More flooding
feared in Upstate Residents expect
Ivan will add to damage done by Frances last
week By JOEY
HOLLEMAN Staff
Writer
“When it rains, it pours” is much more than a cliche these days
for Brian and Brenda Carter of Easley.
The Carters and friends spent Thursday moving the family’s
furniture to a storage unit just in case Hurricane Ivan’s rains push
more water into their Upstate house a week after Hurricane Frances
ruined the carpet.
The National Weather Service expects up to 14 inches of rain in
some mountain areas along the N.C.-S.C. line in the 48 hours ending
early Saturday.
“I’m expecting a lot worse than last time,” said Brian Carter,
who understandably has difficulty mustering optimism.
Carter was laid off from his job two weeks ago. “Then my car
breaks down and my dog gets sick. Then this. It’s hard to keep
yourself in a positive, upbeat mood. But you just keep going. You
just have to take the cards that life deals you.”
So the Carter family put as much of their stuff as possible in
the attic Thursday, took the big furniture to a storage warehouse
and hoped for the best.
Emergency officials in Upstate counties said all they could do
was make sure families who were flooded last week were aware they
could get another blast this weekend.
“When you get these 100-year floods, there’s just not much you
can do for them,” said Don Evett, director of the Pickens County
Emergency Management Department.
The Carters live in one of two homes in the Quail Haven
subdivision that flooded last week. Several mobile homes nearby also
suffered flooding as nearly a foot of rain drained down the
mountains and squeezed through the Saluda River corridor.
In nearby Greenville County, several homes flooded in the
Riverview subdivision. In Oconee County, the worst damage was to one
home on Shrine Club Road between Seneca and Walhalla.
The Shrine Club Road residents haven’t been able to get back to
their house and are staying in a hotel, said Henry Gordon, director
of the Oconee County Emergency Management Agency.
Most of the flooded families can empathize with the Carters. They
watched helplessly last week as water backed up in a creek that
drains into the Saluda.
“It surrounded us, then it started to seep in,” Carter said. “It
never came rushing in, but we were walking around and you could feel
that the carpet was starting to suck up water.”
When the floodwaters receded, the Carters pulled out the carpet
and used wet vacuums to dry off the concrete slab. They felt
fortunate the water didn’t rise enough to damage the Sheetrock
walls. They have no flood insurance for the 1,500-square foot ranch
house, and replacing the carpet will be enough of a strain on the
bank account.
In the Riverview subdivision near Greenville, William Daniels put
his furniture up as high as possible last weekend, stacking it on
sawhorses or old tables when the Saluda River started oozing out of
the nearby forest.
“When it comes out of the woods and starts to cross the road,
we’re in trouble,” said Daniels, who saw a similar march after a
tropical storm in 1995.
He and his wife had to evacuate their house last week, but the
water never got above the home’s crawl space. Several nearby homes
were in similar situations, he said.
Daniels didn’t bother to take some of the furniture down from the
flood perches, realizing another storm could be on the way. He will
monitor the water today, ready to lift more furniture.
Only a handful of homes in each county were damaged by the
Frances floods.
However, the flooding caused massive road problems, including
about $1 million in damage in Pickens County, Evett said.
Oconee County officials spent much of the week repairing some of
the 35 roads closed by flooding last week, but it will be much
longer before a collapsed section of Davis Creek Road is back in
working order, Gordon said.
But he was happy that two subdivisions near Seneca, which
typically flooded after heavy rains, remained dry last weekend.
“We’ve done a lot of work to mitigate flooding in those areas,
putting in new culverts and things like that,” Gordon said.
That work to lessen flood damage, along with the patience of
flooded homeowners, will be tested this weekend.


**WHAT IS REQUIRED:** Would you please copy every line from the records that contains the word "left"?

Excerpts from a figure dataset
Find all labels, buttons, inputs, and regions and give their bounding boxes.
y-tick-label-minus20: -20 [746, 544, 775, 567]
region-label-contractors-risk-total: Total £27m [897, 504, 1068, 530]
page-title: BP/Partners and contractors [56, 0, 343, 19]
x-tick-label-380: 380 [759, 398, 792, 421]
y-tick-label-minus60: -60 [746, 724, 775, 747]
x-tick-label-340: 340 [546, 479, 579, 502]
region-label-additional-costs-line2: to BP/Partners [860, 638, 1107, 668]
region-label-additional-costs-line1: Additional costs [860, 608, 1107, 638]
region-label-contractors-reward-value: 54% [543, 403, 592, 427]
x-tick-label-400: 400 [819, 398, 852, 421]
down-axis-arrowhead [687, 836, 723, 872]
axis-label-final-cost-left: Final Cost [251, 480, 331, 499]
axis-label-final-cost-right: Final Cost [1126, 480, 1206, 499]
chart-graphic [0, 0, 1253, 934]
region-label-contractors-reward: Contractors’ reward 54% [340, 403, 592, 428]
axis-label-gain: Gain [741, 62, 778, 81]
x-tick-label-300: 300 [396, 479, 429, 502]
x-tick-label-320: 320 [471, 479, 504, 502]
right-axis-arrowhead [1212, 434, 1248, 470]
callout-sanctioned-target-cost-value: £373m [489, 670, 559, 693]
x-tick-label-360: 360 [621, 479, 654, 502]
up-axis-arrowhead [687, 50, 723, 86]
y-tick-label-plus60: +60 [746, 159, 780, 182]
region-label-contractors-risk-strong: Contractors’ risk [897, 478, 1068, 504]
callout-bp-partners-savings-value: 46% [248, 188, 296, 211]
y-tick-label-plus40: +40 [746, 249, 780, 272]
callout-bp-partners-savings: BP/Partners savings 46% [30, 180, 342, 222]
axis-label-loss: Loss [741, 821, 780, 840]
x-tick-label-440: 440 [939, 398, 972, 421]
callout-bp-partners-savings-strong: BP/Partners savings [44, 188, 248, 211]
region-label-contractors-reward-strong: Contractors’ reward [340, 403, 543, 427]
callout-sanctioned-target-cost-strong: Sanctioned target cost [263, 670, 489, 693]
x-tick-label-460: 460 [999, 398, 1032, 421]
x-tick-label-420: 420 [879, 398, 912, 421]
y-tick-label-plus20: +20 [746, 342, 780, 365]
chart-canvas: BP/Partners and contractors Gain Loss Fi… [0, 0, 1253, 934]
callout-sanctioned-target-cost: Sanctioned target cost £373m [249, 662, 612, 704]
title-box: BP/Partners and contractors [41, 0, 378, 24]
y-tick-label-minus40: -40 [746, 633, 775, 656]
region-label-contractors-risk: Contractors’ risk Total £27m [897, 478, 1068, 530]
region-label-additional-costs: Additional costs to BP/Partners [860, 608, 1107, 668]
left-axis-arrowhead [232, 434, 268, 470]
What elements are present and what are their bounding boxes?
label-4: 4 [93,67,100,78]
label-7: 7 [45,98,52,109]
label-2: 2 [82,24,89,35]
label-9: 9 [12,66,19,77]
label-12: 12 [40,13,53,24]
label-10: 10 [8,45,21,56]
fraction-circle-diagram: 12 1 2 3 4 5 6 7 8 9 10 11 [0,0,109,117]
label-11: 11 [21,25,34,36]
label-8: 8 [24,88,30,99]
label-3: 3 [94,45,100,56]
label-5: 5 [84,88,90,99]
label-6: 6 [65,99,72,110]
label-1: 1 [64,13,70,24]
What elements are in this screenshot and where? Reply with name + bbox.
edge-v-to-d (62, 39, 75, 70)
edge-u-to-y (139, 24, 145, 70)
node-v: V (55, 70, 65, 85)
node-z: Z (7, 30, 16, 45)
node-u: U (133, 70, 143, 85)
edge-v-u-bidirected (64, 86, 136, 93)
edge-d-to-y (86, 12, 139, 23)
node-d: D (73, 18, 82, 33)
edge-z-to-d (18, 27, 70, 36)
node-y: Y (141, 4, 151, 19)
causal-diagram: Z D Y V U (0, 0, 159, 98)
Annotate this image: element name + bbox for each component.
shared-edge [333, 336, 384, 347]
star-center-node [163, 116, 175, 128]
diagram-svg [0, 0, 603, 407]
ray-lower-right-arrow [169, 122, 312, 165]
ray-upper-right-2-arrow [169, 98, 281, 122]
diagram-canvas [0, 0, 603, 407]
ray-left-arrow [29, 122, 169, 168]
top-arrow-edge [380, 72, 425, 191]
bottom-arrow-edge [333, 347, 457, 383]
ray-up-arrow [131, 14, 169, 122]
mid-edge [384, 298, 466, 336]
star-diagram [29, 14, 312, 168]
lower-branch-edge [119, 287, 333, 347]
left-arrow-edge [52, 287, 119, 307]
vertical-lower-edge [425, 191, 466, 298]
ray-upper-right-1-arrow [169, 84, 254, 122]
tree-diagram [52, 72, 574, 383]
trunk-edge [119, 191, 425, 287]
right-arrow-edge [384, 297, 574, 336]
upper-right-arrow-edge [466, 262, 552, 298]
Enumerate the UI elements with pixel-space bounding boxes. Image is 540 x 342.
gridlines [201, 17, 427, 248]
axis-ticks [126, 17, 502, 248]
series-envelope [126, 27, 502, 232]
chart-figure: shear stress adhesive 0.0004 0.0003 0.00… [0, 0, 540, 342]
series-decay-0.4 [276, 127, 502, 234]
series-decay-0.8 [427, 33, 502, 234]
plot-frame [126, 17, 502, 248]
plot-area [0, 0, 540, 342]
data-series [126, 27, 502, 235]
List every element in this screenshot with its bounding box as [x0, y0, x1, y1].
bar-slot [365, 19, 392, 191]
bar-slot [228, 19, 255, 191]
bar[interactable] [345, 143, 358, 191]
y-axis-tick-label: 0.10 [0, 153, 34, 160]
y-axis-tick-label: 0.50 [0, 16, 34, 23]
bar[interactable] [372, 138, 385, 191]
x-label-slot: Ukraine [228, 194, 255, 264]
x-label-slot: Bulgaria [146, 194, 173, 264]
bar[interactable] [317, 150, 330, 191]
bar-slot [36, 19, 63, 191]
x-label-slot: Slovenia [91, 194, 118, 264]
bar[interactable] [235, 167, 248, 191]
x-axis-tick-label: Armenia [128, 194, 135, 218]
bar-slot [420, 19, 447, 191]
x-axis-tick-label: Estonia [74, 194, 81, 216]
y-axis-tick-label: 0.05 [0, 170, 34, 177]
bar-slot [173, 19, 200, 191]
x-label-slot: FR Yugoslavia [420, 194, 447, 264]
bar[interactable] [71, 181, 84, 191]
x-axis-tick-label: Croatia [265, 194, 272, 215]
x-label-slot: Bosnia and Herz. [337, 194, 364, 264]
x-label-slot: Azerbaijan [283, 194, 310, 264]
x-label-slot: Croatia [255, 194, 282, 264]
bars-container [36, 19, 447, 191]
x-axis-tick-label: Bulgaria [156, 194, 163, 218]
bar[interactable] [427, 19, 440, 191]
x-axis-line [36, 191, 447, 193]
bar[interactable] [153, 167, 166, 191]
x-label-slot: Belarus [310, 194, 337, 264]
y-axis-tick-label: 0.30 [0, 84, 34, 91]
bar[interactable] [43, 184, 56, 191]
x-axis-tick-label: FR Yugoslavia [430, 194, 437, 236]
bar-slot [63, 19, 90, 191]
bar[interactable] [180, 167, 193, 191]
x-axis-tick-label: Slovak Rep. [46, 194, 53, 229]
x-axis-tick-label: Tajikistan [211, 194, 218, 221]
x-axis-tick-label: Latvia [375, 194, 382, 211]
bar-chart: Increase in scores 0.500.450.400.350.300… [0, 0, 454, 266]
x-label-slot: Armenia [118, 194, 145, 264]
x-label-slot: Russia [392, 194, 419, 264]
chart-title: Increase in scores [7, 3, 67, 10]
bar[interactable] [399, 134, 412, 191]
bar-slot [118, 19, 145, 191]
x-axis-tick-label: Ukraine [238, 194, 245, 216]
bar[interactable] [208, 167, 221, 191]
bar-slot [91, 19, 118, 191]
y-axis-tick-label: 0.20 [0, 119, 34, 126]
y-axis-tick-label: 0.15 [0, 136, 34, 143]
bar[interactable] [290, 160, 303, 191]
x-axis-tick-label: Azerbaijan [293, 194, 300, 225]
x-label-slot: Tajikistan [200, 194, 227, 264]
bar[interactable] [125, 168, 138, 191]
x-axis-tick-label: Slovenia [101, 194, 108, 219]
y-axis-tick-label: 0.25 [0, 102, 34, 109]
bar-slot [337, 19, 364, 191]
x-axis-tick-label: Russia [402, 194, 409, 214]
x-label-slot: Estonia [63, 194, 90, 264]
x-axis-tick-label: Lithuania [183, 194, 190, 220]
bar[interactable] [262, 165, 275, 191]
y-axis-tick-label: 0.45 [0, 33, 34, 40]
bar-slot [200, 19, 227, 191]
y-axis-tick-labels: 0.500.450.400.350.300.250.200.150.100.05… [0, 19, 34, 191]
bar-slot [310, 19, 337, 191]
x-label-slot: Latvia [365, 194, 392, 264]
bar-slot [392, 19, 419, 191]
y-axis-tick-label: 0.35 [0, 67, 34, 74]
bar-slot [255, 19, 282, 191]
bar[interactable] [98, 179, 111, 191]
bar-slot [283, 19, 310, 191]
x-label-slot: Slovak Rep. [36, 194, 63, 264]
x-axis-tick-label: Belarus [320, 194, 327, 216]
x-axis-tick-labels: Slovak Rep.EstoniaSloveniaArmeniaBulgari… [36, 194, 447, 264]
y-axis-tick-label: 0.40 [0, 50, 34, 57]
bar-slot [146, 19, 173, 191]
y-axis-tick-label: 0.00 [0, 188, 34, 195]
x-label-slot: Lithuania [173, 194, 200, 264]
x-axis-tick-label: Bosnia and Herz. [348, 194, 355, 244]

**EXERCISE OUTPUT:**
axis-label-final-cost-left: Final Cost [251, 480, 331, 499]
left-axis-arrowhead [232, 434, 268, 470]
ray-left-arrow [29, 122, 169, 168]
left-arrow-edge [52, 287, 119, 307]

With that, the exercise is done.